When I Can't Answer Her Questions

If you ask Brielle where she’s from, she’ll excitedly shout…
“Wuhan!”
When you ask her where Wuhan is, she’ll even more excitedly shout…
“China!”
She even loves to tell people her Chinese name.
I love this about her. I love that she loves China and knows that’s where she was born. I know it’s healthy for her to learn tidbits about her past naturally as she grows so that there isn’t a shocking adoption reveal in her lifetime.
I also know that hard questions are coming. Questions with no answers at all that will open her eyes to the reality of adoption and her puzzled past.
“Mommy, who were my foster parents? Where’s my foster brother?”

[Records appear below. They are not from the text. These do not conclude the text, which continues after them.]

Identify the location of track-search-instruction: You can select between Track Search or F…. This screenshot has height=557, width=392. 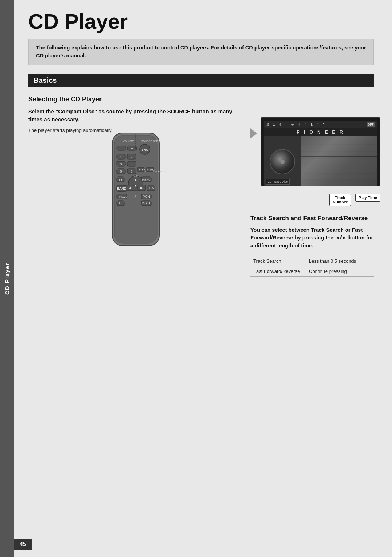
(312, 238).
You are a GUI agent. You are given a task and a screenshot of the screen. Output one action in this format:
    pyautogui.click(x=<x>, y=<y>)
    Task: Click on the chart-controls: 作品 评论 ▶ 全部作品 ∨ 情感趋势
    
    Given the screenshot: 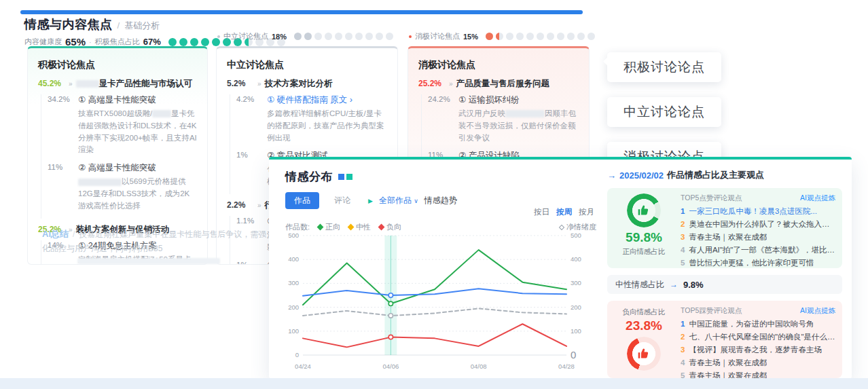 What is the action you would take?
    pyautogui.click(x=371, y=201)
    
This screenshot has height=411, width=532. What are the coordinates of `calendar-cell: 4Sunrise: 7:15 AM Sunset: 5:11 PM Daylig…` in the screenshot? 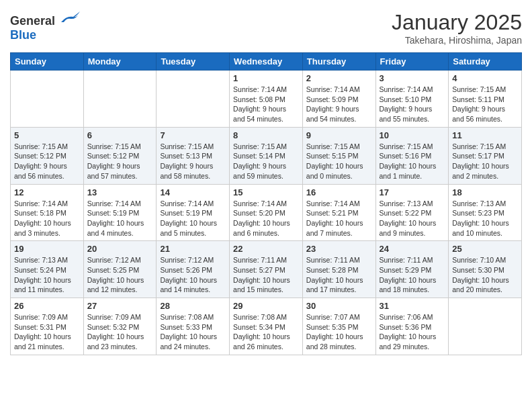 It's located at (485, 99).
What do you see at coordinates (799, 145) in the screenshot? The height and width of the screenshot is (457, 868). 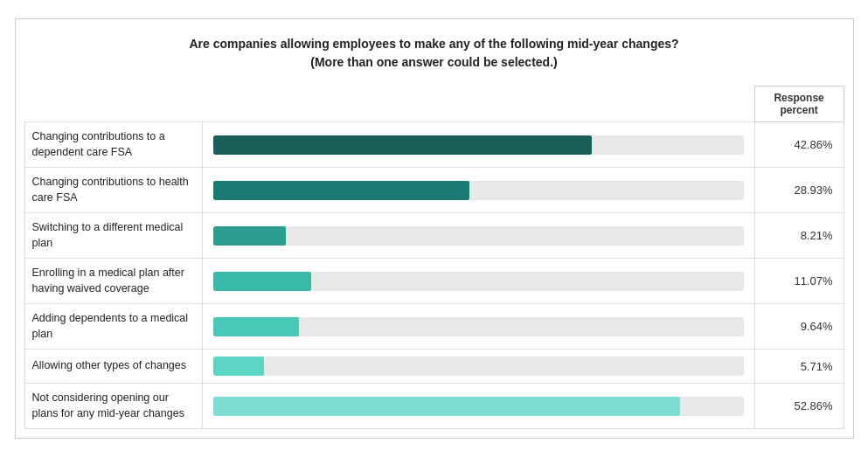 I see `row-pct: 42.86%` at bounding box center [799, 145].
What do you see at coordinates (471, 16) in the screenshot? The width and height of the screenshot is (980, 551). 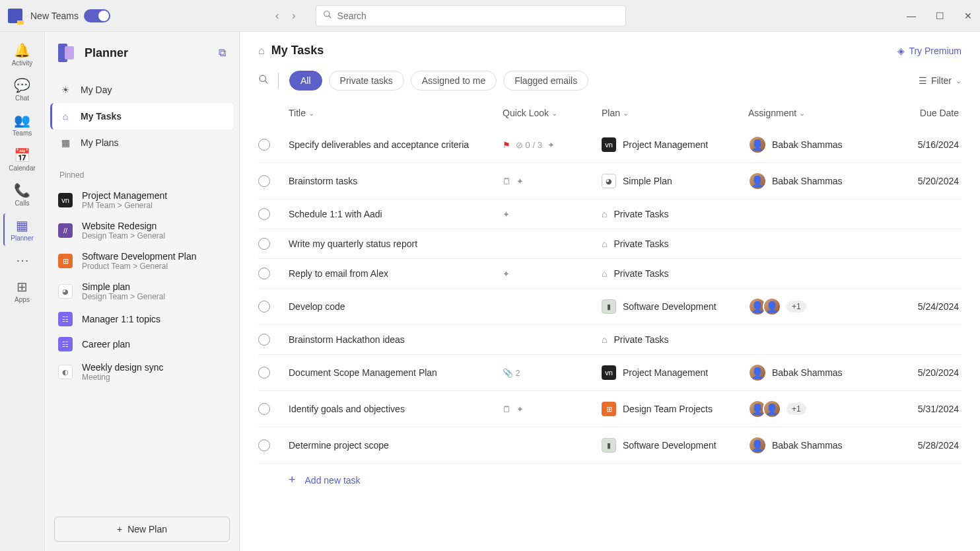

“Mommy, where’s my China mommy?”
“Mommy, why couldn’t my birth parents keep me?”
These are hard, gut-wrenching questions that I can't answer.
I would do anything to keep her from having to ask these questions but my reality, and her reality, is that adoption doesn’t come without brokenness
She’s blazing her way toward age five and kindergarten. It’s happening in the blink of an eye and I can’t do anything to slow it down. I can’t keep her little and naïve forever.
I know that the questions are coming. All I tangibly have to offer her is a stack of photos that show a glimpse of a woman’s arm and a referral document that only creates head scratching and more questions.